Apple Peel Unfolding of Archimedean and Catalan Solids
Takashi Yoshino, Supanut Chaidee

TL;DR
This paper introduces a new 'apple peel unfolding' method for creating polyhedron nets, classifies Archimedean and Catalan solids based on peelability, and implements a program to determine peelability.
Contribution
It defines a novel peeling technique, develops an algorithm to assess peelability, and classifies specific polyhedra as always, sometimes, or never peelable.
Findings
Three Archimedean and six Catalan solids are always peelable.
Three Archimedean and three Catalan solids are peelable under restricted conditions.

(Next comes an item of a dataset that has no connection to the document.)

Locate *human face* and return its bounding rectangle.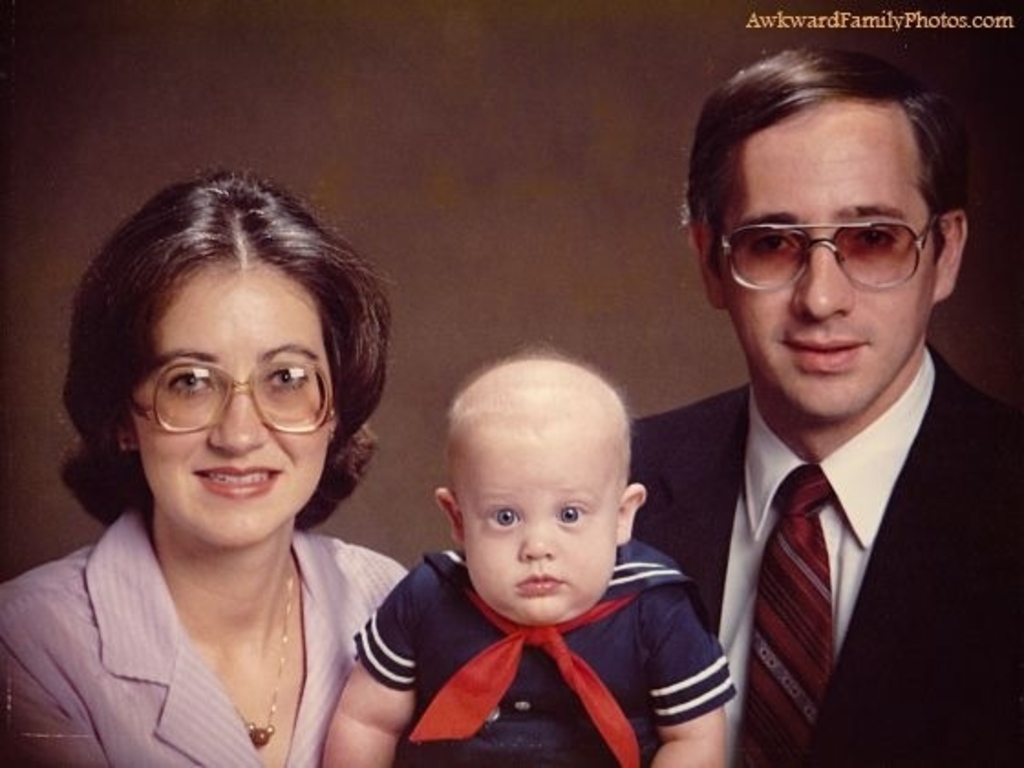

The program can determine if a polyhedron is peelable or not.
Abstract
We consider a new treatment for making polyhedron nets referred to as ``apple peel unfolding'': drawing the nets as if we were peeling off appleskins. We define apple peel unfolding strictly and implement a program that derives the sequential selection of the polyhedral faces for a target polyhedron in accordance with the definition. Consequently, the program determines whether the polyhedron is peelable (can be peeled completely). We classify Archimedean solids and their duals (Catalan solids) as perfect (always peelable), possible (peelable for restricted cases), or impossible. The results show that three Archimedean and six Catalan solids are perfect, and three Archimedean and three Catalan ones are possible.